Cicadas: Rhythm of life
By:Bridget Brennan
| June-1-2009
Music to your ears or a midsummer cacophony, the cicada’s song is inevitably short lived.
The cicada mating song
Nothing signals the arrival of summer more recognisably than the trill and hum of cicada song. Australia’s 237 species of cicada are found nationwide – coastal bushland, suburban gardens, alpine snowfields – although they favour warm tropical areas because of the variety of vegetation types. A cicada’s song is actually its mating call: an adult male sings to attract a female, which can’t produce a song of her own. Muscles in the male’s abdomen contract to produce the racket we hear, and each species is identifiable by its unique tune. Their crescendo deters birds, a cicada’s primary predator – another benefit of being the noisiest insect on earth by decibels.
After mating, female cicadas deposit several hundred eggs into slits made in grass stems or in the bark of a tree or shrub. A few weeks on, flea-like young (nymphs) hatch and drop to the ground, then tunnel into the soil. Here they live for at least a year, feeding on sap from small roots and developing in preparation for their open-air debut. On emergence, mature nymphs shed their skins, the delicate brown remnants of which can be seen on tree trunks, grass stems and, once collected, kids’ T-shirts. But a cicada’s time in the sun is fleeting – after a nymph phase sometimes spanning several years most adults live for only a few raucous weeks.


§ Aim of the exercise
In the data below, which lines contain "Existential"? List them by copying each one.

§ Records provided

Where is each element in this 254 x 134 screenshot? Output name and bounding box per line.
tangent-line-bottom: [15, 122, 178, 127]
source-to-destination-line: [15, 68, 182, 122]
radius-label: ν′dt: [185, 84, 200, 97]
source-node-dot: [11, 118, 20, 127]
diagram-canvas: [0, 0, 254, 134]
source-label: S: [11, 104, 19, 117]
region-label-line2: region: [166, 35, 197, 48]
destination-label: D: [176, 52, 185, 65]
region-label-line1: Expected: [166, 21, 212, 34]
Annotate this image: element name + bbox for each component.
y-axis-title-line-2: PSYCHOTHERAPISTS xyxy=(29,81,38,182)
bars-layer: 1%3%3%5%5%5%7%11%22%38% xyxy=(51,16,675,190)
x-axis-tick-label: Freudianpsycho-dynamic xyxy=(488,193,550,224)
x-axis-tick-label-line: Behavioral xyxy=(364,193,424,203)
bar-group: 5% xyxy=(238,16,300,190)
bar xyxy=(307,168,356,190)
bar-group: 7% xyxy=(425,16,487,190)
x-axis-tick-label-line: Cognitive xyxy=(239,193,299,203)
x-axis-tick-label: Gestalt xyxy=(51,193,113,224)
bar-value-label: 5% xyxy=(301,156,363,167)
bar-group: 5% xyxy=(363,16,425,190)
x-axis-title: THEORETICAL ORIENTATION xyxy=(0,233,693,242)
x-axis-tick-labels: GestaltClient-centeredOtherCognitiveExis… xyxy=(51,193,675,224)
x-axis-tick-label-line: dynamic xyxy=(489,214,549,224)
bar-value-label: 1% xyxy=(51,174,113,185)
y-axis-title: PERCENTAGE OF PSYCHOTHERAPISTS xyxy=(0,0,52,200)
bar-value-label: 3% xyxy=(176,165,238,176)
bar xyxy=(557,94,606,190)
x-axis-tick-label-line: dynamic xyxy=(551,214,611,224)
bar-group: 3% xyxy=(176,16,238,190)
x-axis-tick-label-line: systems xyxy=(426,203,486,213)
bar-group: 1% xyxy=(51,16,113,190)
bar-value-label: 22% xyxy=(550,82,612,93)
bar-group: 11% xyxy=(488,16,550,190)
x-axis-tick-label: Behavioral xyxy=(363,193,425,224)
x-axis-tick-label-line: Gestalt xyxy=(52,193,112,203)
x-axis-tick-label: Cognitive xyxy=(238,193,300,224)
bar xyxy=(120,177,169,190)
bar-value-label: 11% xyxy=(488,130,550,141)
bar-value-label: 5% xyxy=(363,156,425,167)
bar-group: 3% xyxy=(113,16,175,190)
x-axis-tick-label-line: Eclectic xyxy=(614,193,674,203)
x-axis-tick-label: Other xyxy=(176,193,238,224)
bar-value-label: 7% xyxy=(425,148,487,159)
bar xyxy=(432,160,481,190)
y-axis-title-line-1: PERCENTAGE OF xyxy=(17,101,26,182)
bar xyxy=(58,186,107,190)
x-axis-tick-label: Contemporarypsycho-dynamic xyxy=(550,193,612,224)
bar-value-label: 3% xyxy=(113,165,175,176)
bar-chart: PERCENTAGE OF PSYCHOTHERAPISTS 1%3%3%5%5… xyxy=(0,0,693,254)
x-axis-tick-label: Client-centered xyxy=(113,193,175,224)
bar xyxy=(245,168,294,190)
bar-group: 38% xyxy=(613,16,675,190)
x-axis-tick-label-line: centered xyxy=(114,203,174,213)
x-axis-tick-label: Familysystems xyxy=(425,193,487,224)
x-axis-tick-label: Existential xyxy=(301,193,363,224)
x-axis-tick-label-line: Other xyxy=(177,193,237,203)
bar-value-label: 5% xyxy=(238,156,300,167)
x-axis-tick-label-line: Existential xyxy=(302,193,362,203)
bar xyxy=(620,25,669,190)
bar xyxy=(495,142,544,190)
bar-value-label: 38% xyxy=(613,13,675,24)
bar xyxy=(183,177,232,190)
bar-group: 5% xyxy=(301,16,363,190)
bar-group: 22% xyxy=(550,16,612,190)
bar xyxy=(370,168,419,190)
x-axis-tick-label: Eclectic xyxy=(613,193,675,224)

§ Response area
x-axis-tick-label: Existential xyxy=(301,193,363,224)
x-axis-tick-label-line: Existential xyxy=(302,193,362,203)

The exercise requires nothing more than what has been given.